Margaret O'Mara

Portrait of Margaret O
Image Credit: Jim Garner

Margaret O’Mara is the Howard & Frances Keller Endowed Professor of History at the University of Washington. She writes and teaches about the growth of the high-tech economy, the history of U.S. politics, and the connections between the two.

Margaret is a leading historian of Silicon Valley and the author of two widely read books about the modern American technology industry: The Code: Silicon Valley and the Remaking of America (Penguin Press, 2019) and Cities of Knowledge: Cold War Science and the Search For The Next Silicon Valley (Princeton, 2005). She also is a historian of the American presidency and author of Pivotal Tuesdays: Four Elections that Shaped the Twentieth Century (Penn Press, 2015). She is a coauthor, with David Kennedy and Lizabeth Cohen, of the widely used United States history college textbook, The American Pageant (Cengage).

Margaret's writing on technology, politics, and society has appeared in The New York Times, The Washington Post, WIRED, MIT Technology Review, The American Prospect, and other major national and international publications. She regularly provides historical perspective on current events to broadcast television and radio outlets, including CNN, MSNBC, PBS, BBC, CBC, and NPR. Margaret is an active public speaker, regularly lecturing before general and academic audiences about Silicon Valley's evolution and the impact of its people, companies, and politics on the United States and the world, and speaking about the past, present, and future of the American presidency.

Margaret is a past fellow of the Center for Advanced Study in the Behavioral Sciences, the American Council of Learned Societies, and the National Forum on the Future of Liberal Education. She received her MA/PhD from the University of Pennsylvania and her BA from Northwestern University. Prior to her academic career, she served in the Clinton Administration, working on economic and social policy in the White House and in the U.S. Department of Health and Human Services. She lives outside Seattle with her husband Jeff, two teenage daughters, and world's best dog.

Featured Lecture

OAH Lectures

Drawing on the insights of her acclaimed 2019 book, THE CODE, O'Mara explains how and why Silicon Valley came to be, the political and cultural histories shaping it, and the only-in-America secrets of its largest companies.
Serious and silly, unifying and polarizing, presidential elections have become events that Americans love and hate. Today's elections cost billions of dollars and consume the nation's attention for months, filling television airwaves and online media with endless advertising and political punditry, often heated, vitriolic, and petty. Yet presidential elections also provoke and inspire mass engagement of ordinary citizens in the political system. No matter how frustrated or disinterested voters might be about politics and government, every four years the attention of the nation—and the world—focuses on the candidates, the contest, and the issues. The partisan election process has been a way for a messy, jumbled, raucous nation to come together as a slightly-more-perfect union.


**Requirement:** Please report every line in the entries that contains the string "visitors".
*** Source material ***
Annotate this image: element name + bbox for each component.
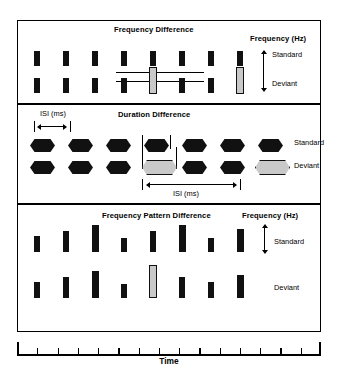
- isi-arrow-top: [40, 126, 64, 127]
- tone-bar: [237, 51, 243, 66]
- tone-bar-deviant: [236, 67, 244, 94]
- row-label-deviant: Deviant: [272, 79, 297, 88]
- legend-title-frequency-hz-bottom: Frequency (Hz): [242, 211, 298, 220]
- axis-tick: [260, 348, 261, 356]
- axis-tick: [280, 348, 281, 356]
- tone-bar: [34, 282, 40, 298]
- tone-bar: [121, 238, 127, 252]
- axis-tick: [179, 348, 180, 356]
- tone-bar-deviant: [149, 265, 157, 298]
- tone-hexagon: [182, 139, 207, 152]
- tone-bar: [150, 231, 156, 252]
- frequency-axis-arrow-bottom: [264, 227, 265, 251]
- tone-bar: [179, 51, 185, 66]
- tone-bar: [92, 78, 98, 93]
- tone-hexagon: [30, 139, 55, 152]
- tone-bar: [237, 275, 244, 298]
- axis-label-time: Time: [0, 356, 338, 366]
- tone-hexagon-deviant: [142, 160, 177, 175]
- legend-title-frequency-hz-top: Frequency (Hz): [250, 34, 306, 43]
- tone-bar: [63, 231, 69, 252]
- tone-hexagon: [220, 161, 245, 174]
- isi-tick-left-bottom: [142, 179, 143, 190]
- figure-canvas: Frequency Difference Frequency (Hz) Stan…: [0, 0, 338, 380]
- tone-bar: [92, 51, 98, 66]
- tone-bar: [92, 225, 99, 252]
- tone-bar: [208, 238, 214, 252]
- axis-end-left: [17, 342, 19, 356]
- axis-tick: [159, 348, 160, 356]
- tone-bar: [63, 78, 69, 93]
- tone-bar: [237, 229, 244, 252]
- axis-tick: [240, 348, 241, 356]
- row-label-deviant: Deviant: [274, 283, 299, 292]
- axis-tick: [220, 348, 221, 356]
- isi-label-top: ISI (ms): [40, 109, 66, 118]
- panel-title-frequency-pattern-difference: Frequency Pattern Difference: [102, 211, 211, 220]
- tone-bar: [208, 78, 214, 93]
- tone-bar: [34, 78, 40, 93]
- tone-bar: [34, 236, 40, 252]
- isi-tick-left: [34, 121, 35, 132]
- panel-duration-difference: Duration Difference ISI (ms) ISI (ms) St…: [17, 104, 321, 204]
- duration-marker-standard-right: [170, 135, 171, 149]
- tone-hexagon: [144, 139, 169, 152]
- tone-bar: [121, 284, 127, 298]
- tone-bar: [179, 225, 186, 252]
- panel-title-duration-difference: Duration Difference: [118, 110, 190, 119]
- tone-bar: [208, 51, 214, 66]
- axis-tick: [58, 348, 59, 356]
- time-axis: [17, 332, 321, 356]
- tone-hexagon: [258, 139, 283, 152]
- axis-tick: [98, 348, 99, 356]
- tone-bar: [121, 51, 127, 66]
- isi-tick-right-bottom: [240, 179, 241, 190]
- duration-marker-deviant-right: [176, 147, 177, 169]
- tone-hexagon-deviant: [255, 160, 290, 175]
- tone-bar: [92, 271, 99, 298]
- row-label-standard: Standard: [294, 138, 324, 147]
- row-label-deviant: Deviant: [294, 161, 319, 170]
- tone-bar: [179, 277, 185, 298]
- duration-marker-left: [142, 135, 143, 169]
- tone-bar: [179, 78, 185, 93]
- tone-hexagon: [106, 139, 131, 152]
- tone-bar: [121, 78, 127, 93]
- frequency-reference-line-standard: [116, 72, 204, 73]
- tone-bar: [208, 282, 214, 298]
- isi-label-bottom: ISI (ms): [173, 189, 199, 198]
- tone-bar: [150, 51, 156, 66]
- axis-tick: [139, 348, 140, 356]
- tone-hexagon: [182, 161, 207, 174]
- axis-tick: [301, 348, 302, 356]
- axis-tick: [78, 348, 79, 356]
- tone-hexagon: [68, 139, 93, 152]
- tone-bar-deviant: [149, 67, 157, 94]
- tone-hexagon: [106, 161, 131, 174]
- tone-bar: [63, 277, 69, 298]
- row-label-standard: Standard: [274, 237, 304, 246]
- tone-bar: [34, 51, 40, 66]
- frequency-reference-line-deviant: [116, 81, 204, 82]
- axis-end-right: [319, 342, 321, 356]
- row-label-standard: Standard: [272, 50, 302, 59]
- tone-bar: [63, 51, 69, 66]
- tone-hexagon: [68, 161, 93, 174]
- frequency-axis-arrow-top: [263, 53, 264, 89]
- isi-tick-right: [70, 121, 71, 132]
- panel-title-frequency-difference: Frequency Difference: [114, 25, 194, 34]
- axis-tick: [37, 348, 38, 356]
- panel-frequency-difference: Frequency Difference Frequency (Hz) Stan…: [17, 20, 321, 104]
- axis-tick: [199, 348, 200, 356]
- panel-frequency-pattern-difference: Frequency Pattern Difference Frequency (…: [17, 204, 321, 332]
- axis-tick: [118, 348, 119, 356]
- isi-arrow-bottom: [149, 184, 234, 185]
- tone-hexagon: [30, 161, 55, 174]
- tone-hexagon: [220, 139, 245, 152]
*** End of Source material ***
*** Source material ***
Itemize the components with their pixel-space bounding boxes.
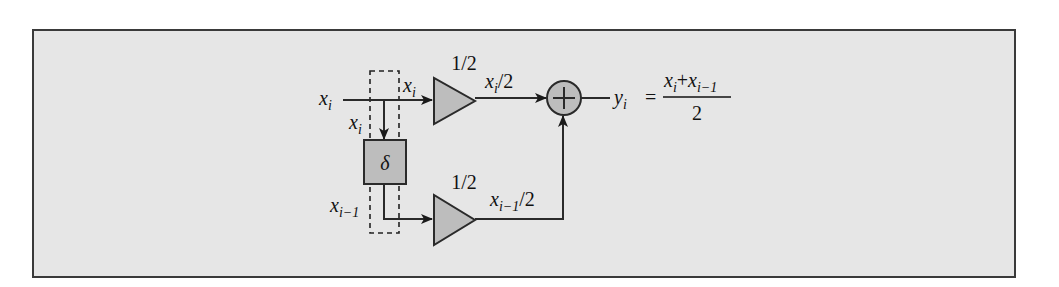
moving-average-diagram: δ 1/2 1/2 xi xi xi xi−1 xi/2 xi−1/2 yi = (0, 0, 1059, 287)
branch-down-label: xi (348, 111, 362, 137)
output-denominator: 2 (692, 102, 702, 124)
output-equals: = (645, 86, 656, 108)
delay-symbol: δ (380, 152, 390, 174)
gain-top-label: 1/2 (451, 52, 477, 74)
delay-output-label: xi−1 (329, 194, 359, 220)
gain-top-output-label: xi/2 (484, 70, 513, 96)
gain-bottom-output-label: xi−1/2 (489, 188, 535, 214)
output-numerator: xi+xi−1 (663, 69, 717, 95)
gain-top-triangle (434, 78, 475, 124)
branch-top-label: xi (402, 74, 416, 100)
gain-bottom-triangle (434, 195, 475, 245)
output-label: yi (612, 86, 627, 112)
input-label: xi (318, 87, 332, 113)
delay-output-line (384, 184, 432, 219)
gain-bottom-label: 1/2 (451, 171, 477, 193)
*** End of Source material ***
*** Source material ***
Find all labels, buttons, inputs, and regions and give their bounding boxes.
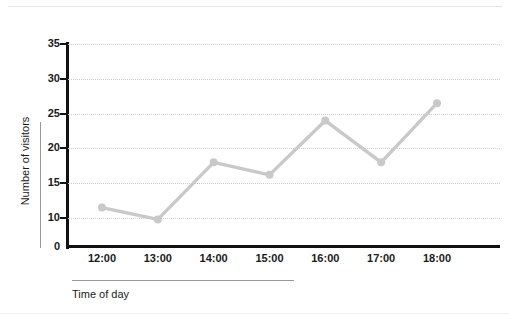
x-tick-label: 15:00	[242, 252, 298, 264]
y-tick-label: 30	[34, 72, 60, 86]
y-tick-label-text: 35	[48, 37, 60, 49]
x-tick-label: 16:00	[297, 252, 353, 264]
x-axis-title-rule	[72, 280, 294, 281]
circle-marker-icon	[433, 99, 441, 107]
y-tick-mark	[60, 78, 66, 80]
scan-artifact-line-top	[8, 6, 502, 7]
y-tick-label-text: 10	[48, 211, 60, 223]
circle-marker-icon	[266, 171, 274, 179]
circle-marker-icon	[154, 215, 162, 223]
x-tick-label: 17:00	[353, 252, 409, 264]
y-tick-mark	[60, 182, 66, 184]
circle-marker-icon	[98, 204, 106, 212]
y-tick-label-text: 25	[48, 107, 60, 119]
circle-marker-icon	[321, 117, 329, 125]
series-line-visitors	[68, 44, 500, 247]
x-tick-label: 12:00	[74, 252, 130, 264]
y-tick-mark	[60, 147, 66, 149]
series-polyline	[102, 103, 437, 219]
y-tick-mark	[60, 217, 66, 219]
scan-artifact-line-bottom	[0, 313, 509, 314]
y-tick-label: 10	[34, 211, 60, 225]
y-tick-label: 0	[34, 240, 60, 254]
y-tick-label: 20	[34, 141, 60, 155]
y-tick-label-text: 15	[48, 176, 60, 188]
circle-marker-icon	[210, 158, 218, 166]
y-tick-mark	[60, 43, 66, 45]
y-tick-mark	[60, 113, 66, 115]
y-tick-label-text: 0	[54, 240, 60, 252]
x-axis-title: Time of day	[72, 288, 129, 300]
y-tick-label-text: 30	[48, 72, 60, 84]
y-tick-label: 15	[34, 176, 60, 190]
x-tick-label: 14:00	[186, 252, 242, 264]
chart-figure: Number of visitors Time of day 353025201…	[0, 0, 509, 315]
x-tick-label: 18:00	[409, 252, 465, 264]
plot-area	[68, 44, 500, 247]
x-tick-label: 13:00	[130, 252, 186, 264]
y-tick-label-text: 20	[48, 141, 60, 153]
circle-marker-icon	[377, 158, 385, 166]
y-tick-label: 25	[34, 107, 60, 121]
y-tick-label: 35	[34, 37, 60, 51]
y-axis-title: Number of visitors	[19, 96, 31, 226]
*** End of Source material ***
**Exercise solution:**
series-line-visitors	[68, 44, 500, 247]
chart-figure: Number of visitors Time of day 353025201…	[0, 0, 509, 315]
y-axis-title: Number of visitors	[19, 96, 31, 226]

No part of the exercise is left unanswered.